The study showed significant efficacy in HBV screening rate (92.5% in intervention vs 5.5% in control), 3-series HBV vaccination completion rate (84% in intervention vs 17.6% in control), and overall screening and vaccination compliance rate (87% in intervention vs 3.8% in control). Participants in the intervention group were significantly more likely to receive HBV screening (92.5%) as compared with those in the control group (5.5%). In multivariate mixed-effect logistic regression analysis, odds ratio for intervention effect on HBV screening was 512.3 (95% CI) after adjusting for cluster effect and other demographic variables. Regarding vaccination rates, of 332 participants who were screened with no immunity in the intervention group, 308 (92.8%) received at least one HBV vaccination, 300 (90.4%) received at least two shots, and 279 (84%) received all three shots.

Conclusions

A combination of CBPR and multilevel approach may produce the most optimal results and be essential in producing considerable effect in enhancing HBV screening and vaccination, particularly for Korean American populations with limited language proficiency and insurance coverage.

Keywords: HBV screening and vaccination, community-based participatory research, intervention, Korean Americans, Korean churches

INTRODUCTION

Hepatitis B virus infection (HBV) is a strong risk predictor of Hepatocellular carcinoma, the major form of primary liver cancer. The risk of liver cancer in persons with chronic HBV infection is 200 times greater than for those not infected and one of every four people with chronic HBV infection eventually dies of cirrhosis or liver cancer.1,2 In the US, approximately 2.2 million people are living with chronic hepatitis B and Asians/Pacific Islanders account for 58% of the chronic cases,3,4 with the highest prevalence among foreign-born Asian immigrants.5,6 This high incidence of chronic HBV infection contributes to incidence and mortality rates approximately two times greater in Asian Americans than in general population.7,8

Hepatitis B is a preventable disease, and HBV screening and vaccination are the most effective means to reduce morbidity and mortality rates of Hepatocellular carcinoma.

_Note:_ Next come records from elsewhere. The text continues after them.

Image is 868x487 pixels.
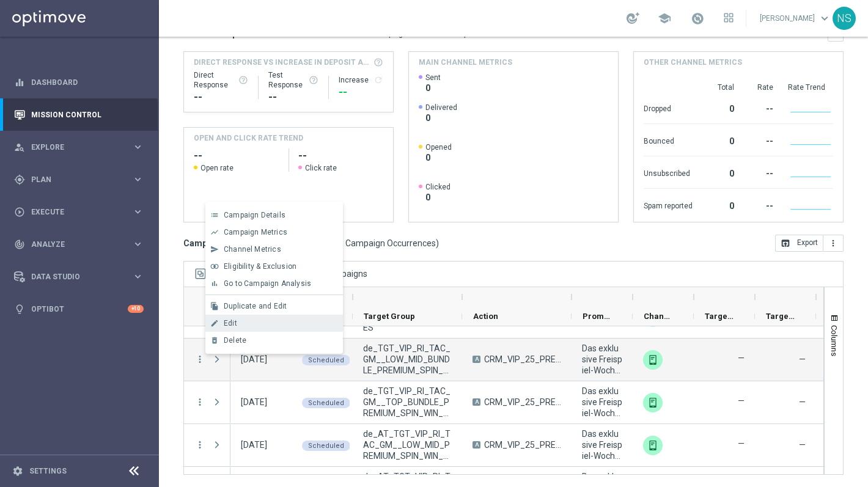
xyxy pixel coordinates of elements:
[205,206,343,224] button: list Campaign Details
[14,174,132,185] div: Plan
[425,152,452,164] span: 0
[299,149,384,164] h2: --
[744,82,773,92] div: Rate
[31,293,128,325] a: Optibot
[744,163,773,182] div: --
[132,206,143,217] i: keyboard_arrow_right
[210,319,219,327] i: edit
[194,354,205,365] button: more_vert
[14,206,25,217] i: play_circle_outline
[194,56,370,67] span: Direct Response VS Increase In Deposit Amount
[132,141,143,152] i: keyboard_arrow_right
[657,12,671,25] span: school
[738,438,744,449] label: —
[704,311,734,321] span: Targeted Customers
[31,208,132,215] span: Execute
[818,12,831,25] span: keyboard_arrow_down
[14,304,144,314] button: lightbulb Optibot +10
[268,90,318,104] div: --
[14,141,25,152] i: person_search
[14,66,143,98] div: Dashboard
[738,396,744,407] label: —
[643,56,742,67] h4: Other channel metrics
[205,240,343,258] button: send Channel Metrics
[775,237,843,248] multiple-options-button: Export to CSV
[183,237,439,249] h3: Campaign List
[643,311,673,321] span: Channel
[832,6,856,30] div: NS
[758,9,832,28] a: [PERSON_NAME]keyboard_arrow_down
[744,130,773,150] div: --
[194,396,205,408] button: more_vert
[132,238,143,250] i: keyboard_arrow_right
[194,70,248,90] div: Direct Response
[338,75,384,85] div: Increase
[363,385,452,419] span: de_TGT_VIP_RI_TAC_GM__TOP_BUNDLE_PREMIUM_SPIN_WIN_WEEKEND
[14,304,25,314] i: lightbulb
[419,56,512,67] h4: Main channel metrics
[14,78,144,88] button: equalizer Dashboard
[484,396,561,408] span: CRM_VIP_25_PREMIUM_SPIN_WIN_WEEKEND
[305,164,336,173] span: Click rate
[775,235,824,251] button: open_in_browser Export
[581,428,622,461] span: Das exklusive Freispiel-Wochenende
[373,75,384,85] button: refresh
[210,245,219,253] i: send
[31,176,132,183] span: Plan
[799,397,805,407] span: —
[744,98,773,117] div: --
[473,311,498,321] span: Action
[302,439,350,451] colored-tag: Scheduled
[14,175,144,185] button: gps_fixed Plan keyboard_arrow_right
[184,338,230,382] div: Press SPACE to deselect this row.
[643,435,663,456] img: OtherLevels
[194,439,205,450] button: more_vert
[703,163,734,182] div: 0
[268,70,318,90] div: Test Response
[14,239,25,250] i: track_changes
[31,98,143,130] a: Mission Control
[31,240,132,248] span: Analyze
[194,90,248,104] div: --
[765,311,795,321] span: Targeted Response Rate
[210,279,219,287] i: bar_chart
[703,195,734,214] div: 0
[14,174,25,185] i: gps_fixed
[643,350,663,370] img: OtherLevels
[581,343,622,376] span: Das exklusive Freispiel-Wochenende
[128,305,143,313] div: +10
[30,468,67,475] a: Settings
[14,98,143,130] div: Mission Control
[205,298,343,314] button: file_copy Duplicate and Edit
[14,293,143,325] div: Optibot
[14,239,144,250] div: track_changes Analyze keyboard_arrow_right
[14,239,132,250] div: Analyze
[643,163,692,182] div: Unsubscribed
[308,356,344,364] span: Scheduled
[435,237,439,249] span: )
[582,311,612,321] span: Promotions
[31,66,143,98] a: Dashboard
[799,440,805,450] span: —
[14,142,144,152] div: person_search Explore keyboard_arrow_right
[799,354,805,364] span: —
[363,311,415,321] span: Target Group
[484,439,561,450] span: CRM_VIP_25_PREMIUM_SPIN_WIN_WEEKEND
[224,319,238,327] span: Edit
[31,274,132,280] span: Data Studio
[14,77,25,88] i: equalizer
[240,439,267,450] div: 29 Aug 2025, Friday
[205,314,343,332] button: edit Edit
[302,396,350,408] colored-tag: Scheduled
[14,110,144,120] button: Mission Control
[14,207,144,217] button: play_circle_outline Execute keyboard_arrow_right
[308,442,344,450] span: Scheduled
[828,238,837,248] i: more_vert
[472,356,481,363] span: A
[210,336,219,345] i: delete_forever
[224,211,286,219] span: Campaign Details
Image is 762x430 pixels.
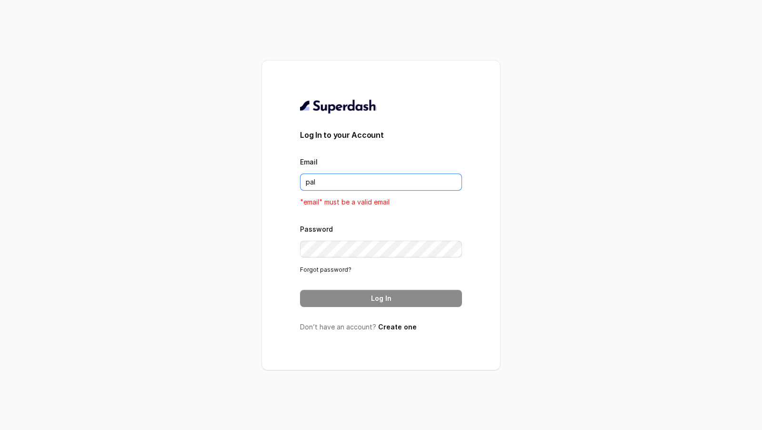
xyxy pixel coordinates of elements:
p: Don’t have an account? [300,322,462,332]
a: Forgot password? [300,266,352,273]
h3: Log In to your Account [300,129,462,141]
label: Password [300,225,333,233]
a: Create one [378,323,417,331]
label: Email [300,158,318,166]
p: "email" must be a valid email [300,196,462,208]
button: Log In [300,290,462,307]
img: light.svg [300,99,377,114]
input: youremail@example.com [300,173,462,191]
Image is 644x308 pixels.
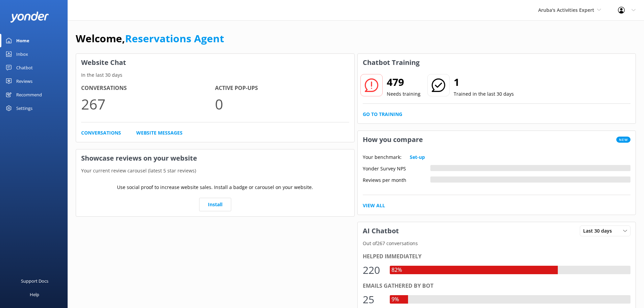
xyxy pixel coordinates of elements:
[363,282,631,290] div: Emails gathered by bot
[16,61,33,75] div: Chatbot
[363,202,385,209] a: View All
[16,47,28,61] div: Inbox
[136,129,183,136] a: Website Messages
[81,93,215,115] p: 267
[76,30,224,47] h1: Welcome,
[199,198,231,212] a: Install
[363,153,402,161] p: Your benchmark:
[390,266,404,274] div: 82%
[387,90,421,98] p: Needs training
[363,291,383,308] div: 25
[616,136,631,143] span: New
[76,54,354,71] h3: Website Chat
[363,176,430,183] div: Reviews per month
[363,165,430,171] div: Yonder Survey NPS
[76,150,354,167] h3: Showcase reviews on your website
[454,90,514,98] p: Trained in the last 30 days
[30,288,39,302] div: Help
[16,75,32,88] div: Reviews
[358,54,425,71] h3: Chatbot Training
[363,262,383,278] div: 220
[538,7,594,13] span: Aruba's Activities Expert
[16,101,32,115] div: Settings
[390,295,401,304] div: 9%
[363,111,402,118] a: Go to Training
[358,240,636,247] p: Out of 267 conversations
[10,12,49,23] img: yonder-white-logo.png
[410,153,425,161] a: Set-up
[21,274,48,288] div: Support Docs
[387,74,421,90] h2: 479
[583,228,616,234] span: Last 30 days
[16,34,29,47] div: Home
[81,129,121,136] a: Conversations
[363,253,631,261] div: Helped immediately
[358,131,428,149] h3: How you compare
[117,184,313,191] p: Use social proof to increase website sales. Install a badge or carousel on your website.
[125,31,224,45] a: Reservations Agent
[16,88,42,101] div: Recommend
[454,74,514,90] h2: 1
[76,167,354,175] p: Your current review carousel (latest 5 star reviews)
[215,84,349,93] h4: Active Pop-ups
[76,71,354,79] p: In the last 30 days
[215,93,349,115] p: 0
[81,84,215,93] h4: Conversations
[358,222,404,240] h3: AI Chatbot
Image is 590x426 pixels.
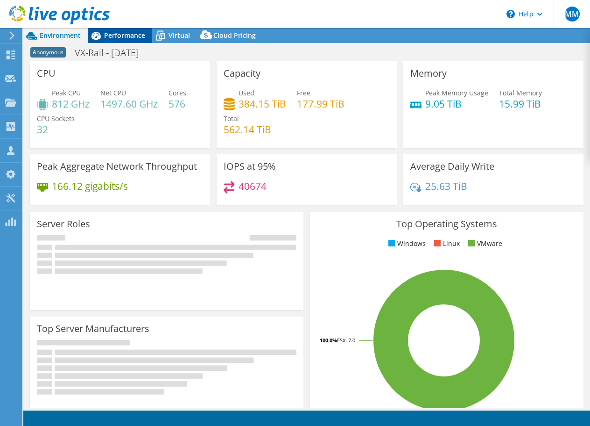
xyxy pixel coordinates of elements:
h1: VX-Rail - [DATE] [71,48,153,58]
h4: 562.14 TiB [224,124,271,135]
li: VMware [466,238,503,248]
span: Peak Memory Usage [426,88,489,97]
h4: 9.05 TiB [426,99,489,109]
h3: CPU [37,68,56,78]
h4: 32 [37,124,75,135]
span: Virtual [169,31,190,40]
span: Total Memory [499,88,542,97]
h3: IOPS at 95% [224,161,276,171]
h4: 384.15 TiB [239,99,286,109]
h3: Peak Aggregate Network Throughput [37,161,197,171]
h4: 576 [169,99,186,109]
span: Total [224,114,239,123]
tspan: ESXi 7.0 [337,336,355,343]
span: CPU Sockets [37,114,75,123]
h3: Top Operating Systems [317,219,577,229]
span: Performance [104,31,145,40]
h3: Capacity [224,68,261,78]
h4: 15.99 TiB [499,99,542,109]
h4: 40674 [239,181,267,191]
h4: 177.99 TiB [297,99,345,109]
tspan: 100.0% [320,336,337,343]
span: MM [565,7,580,21]
h3: Top Server Manufacturers [37,323,149,333]
span: Peak CPU [52,88,81,97]
h3: Server Roles [37,219,90,229]
h4: 166.12 gigabits/s [52,181,128,191]
span: Used [239,88,255,97]
h3: Memory [411,68,447,78]
li: Windows [386,238,426,248]
span: Net CPU [100,88,126,97]
svg: \n [507,10,515,18]
h4: 812 GHz [52,99,90,109]
span: Cloud Pricing [213,31,256,40]
h4: 25.63 TiB [426,181,468,191]
span: Anonymous [30,47,66,57]
span: Free [297,88,311,97]
h4: 1497.60 GHz [100,99,158,109]
span: Environment [40,31,81,40]
span: Cores [169,88,186,97]
h3: Average Daily Write [411,161,495,171]
li: Linux [432,238,460,248]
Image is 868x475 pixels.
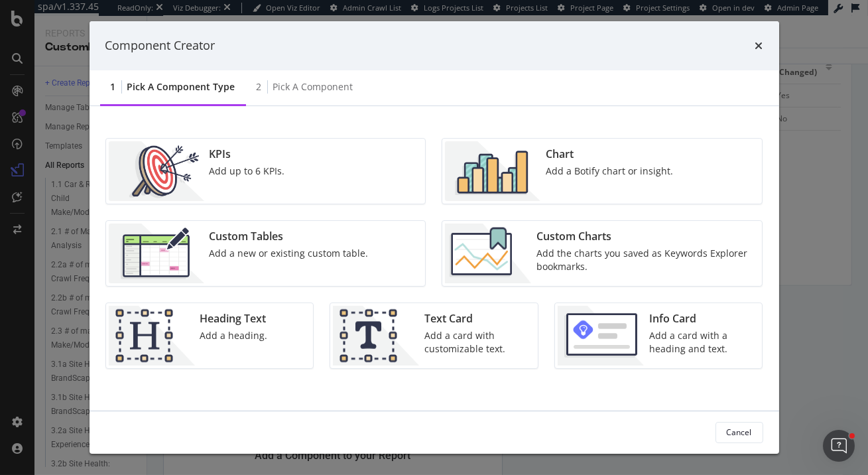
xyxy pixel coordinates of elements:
[106,37,215,54] div: Component Creator
[200,311,268,326] div: Heading Text
[537,246,754,273] div: Add the charts you saved as Keywords Explorer bookmarks.
[108,141,204,201] img: __UUOcd1.png
[424,329,530,356] div: Add a card with customizable text.
[445,141,540,201] img: BHjNRGjj.png
[273,80,353,93] div: Pick a Component
[537,229,754,244] div: Custom Charts
[89,21,779,454] div: modal
[209,165,285,178] div: Add up to 6 KPIs.
[558,305,644,365] img: 9fcGIRyhgxRLRpur6FCk681sBQ4rDmX99LnU5EkywwAAAAAElFTkSuQmCC
[108,224,204,283] img: CzM_nd8v.png
[128,80,235,93] div: Pick a Component type
[110,80,116,93] div: 1
[649,311,755,326] div: Info Card
[649,329,755,356] div: Add a card with a heading and text.
[546,165,673,178] div: Add a Botify chart or insight.
[209,229,368,244] div: Custom Tables
[333,305,419,365] img: CIPqJSrR.png
[445,224,531,283] img: Chdk0Fza.png
[209,246,368,260] div: Add a new or existing custom table.
[424,311,530,326] div: Text Card
[823,430,854,461] iframe: Intercom live chat
[108,305,195,365] img: CtJ9-kHf.png
[209,147,285,162] div: KPIs
[727,426,752,438] div: Cancel
[200,329,268,343] div: Add a heading.
[257,80,262,93] div: 2
[716,422,763,443] button: Cancel
[546,147,673,162] div: Chart
[755,37,763,54] div: times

Current guidelines recommend that Hepatitis B serologic testing should be conducted for adolescents and adults who were born in highly endemic areas, including Asia and the Pacific Islands and US-born persons not vaccinated as infants whose parents were immigrants from Asia.9 Despite their elevated disease vulnerability, HBV screening and vaccination rates among Asian Americans are not optimal, with estimated screening rates below 30–50% and vaccination rates below 30–40%.10,11

Korean Americans, a rapidly growing ethnic community and the fifth largest among Asian American groups in the US, report the second highest incidence rates of liver cancer and the highest liver cancer-related mortality rates.12 The prevalence of hepatitis B (Hep B) surface antigen positivity is also high among US Korean adults, particularly among Korean men, ranging from 4.9% to 7.5%1315, comparing to 0.3 – 0.5% in general population.5 However, estimated rates of Korean Americans who had ever been screened for HBV are 32% – 56%, and of those who remain susceptible to future infection, only 38% have ever been vaccinated.11,16,17 The factors contributing to poor screening and vaccination in Korean Americans are complex, including lack of knowledge and misinformation about Hep B and liver cancer (e.g., transmission channel and cause of Hepatitis B and liver cancer), psychosocial beliefs and emotion (e.g., fear of being diagnosed with Hep B, concerns about burdening one’s family), and structural barriers to health care access (e.g., cost, unfamiliarity with health care system).1619 Considering the high HBV-induced liver cancer burden and low rates of screening uptake due to multilevel barriers, Korean Americans are an important target group for implementation of innovative programs designed to increase screening and vaccination by tailoring programs to their needs.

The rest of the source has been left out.